Two diaries I recommend reading

If you visit Daily Kos, you know that it would practically be a full-time job to read all of the diaries and comments posted there.

As you can see from this post by “jotter,” who keeps track of the “high-impact” diaries at that community blog, there were 1,876 diaries posted on the site just during the week of December 8-14.

I can’t even keep up with all of the diaries about John Edwards at Daily Kos. Many days I rely on the “Edwards Evening News” crew, who summarize the stories of the day and link to many of the good diaries. (Here is a link to all the back issues of the Edwards Evening News Roundup.)

While it’s impossible for me to cite every diary worth reading, I want to call your attention to two from the past week that I found particularly moving. The year we stole a Christmas tree by “chuckles1” was the fourth most-recommended diary out of the 1,876 posted. It inspired “karateexplosions” to write The Timeline of My Decision, which became the highest-impact diary of the week, recommended by more than 750 Kossacks.

I encourage you to click the links and read those diaries. They are compelling first-person accounts of how quickly middle-class Americans can find themselves living in poverty.

Many of our presidential candidates talk about this fine line between a middle-class lifestyle and life below the poverty line. For instance, Hillary Clinton’s “trap door” ad deals with that kind of economic insecurity, and she used the trap door metaphor in the Des Moines Register-sponsored debate last week.

But ultimately, I feel John Edwards is the candidate best able to address the issues that contribute to this problem. Not only has he drafted a plan to end poverty within 30 years, a wide-ranging plan to address hunger and food insecurity and a Rural Recovery Act, his own parents occasionally had trouble making ends meet. Chuckles1 noted in a comment below his diary,

I’ve heard John Edwards talk about this before, that look on your fathers face when he realizes there isn’t enough money. The guilt, the pain.

AND, not having done anything wrong, having worked hard, tried to get ahead, just to be left behind.

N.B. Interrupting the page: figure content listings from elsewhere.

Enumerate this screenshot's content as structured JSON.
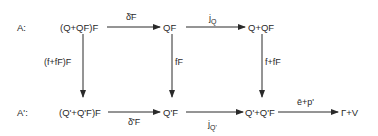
{
  "diagram": {
    "type": "commutative-diagram",
    "rows": [
      {
        "label": "A:",
        "nodes": [
          "(Q+QF)F",
          "QF",
          "Q+QF"
        ],
        "arrows": [
          {
            "from": "(Q+QF)F",
            "to": "QF",
            "label": "δ̄F",
            "label_position": "above"
          },
          {
            "from": "QF",
            "to": "Q+QF",
            "label": "jQ",
            "label_position": "above"
          }
        ]
      },
      {
        "label": "A':",
        "nodes": [
          "(Q'+Q'F)F",
          "Q'F",
          "Q'+Q'F",
          "Γ+V"
        ],
        "arrows": [
          {
            "from": "(Q'+Q'F)F",
            "to": "Q'F",
            "label": "δ̄'F",
            "label_position": "below"
          },
          {
            "from": "Q'F",
            "to": "Q'+Q'F",
            "label": "jQ'",
            "label_position": "below"
          },
          {
            "from": "Q'+Q'F",
            "to": "Γ+V",
            "label": "ē+p'",
            "label_position": "above"
          }
        ]
      }
    ],
    "vertical_arrows": [
      {
        "from": "(Q+QF)F",
        "to": "(Q'+Q'F)F",
        "label": "(f+fF)F",
        "label_position": "left"
      },
      {
        "from": "QF",
        "to": "Q'F",
        "label": "fF",
        "label_position": "right"
      },
      {
        "from": "Q+QF",
        "to": "Q'+Q'F",
        "label": "f+fF",
        "label_position": "right"
      }
    ]
  },
  "text": {
    "row_a_label": "A:",
    "row_a2_label": "A':",
    "node_a1": "(Q+QF)F",
    "node_a2": "QF",
    "node_a3": "Q+QF",
    "node_b1": "(Q'+Q'F)F",
    "node_b2": "Q'F",
    "node_b3": "Q'+Q'F",
    "node_b4": "Γ+V",
    "arrow_delta_f": "δ̄F",
    "arrow_jq_main": "j",
    "arrow_jq_sub": "Q",
    "arrow_delta_prime_f": "δ̄'F",
    "arrow_jq_prime_main": "j",
    "arrow_jq_prime_sub": "Q'",
    "arrow_e_p": "ē+p'",
    "arrow_ffF_F": "(f+fF)F",
    "arrow_fF": "fF",
    "arrow_f_plus_fF": "f+fF"
  }
}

I don’t mean to suggest that other candidates in our field feel less compassion for struggling families. But I think Edwards would invest more of the president’s political capital into dealing with poverty. Karateexplosions likes all of our candidates,

But my primary vote goes to Edwards and his message of hope.  I never wanted my children to have to see That Look.  But now that they have, I want to work for an American future that means my children’s children will never have to see That Look.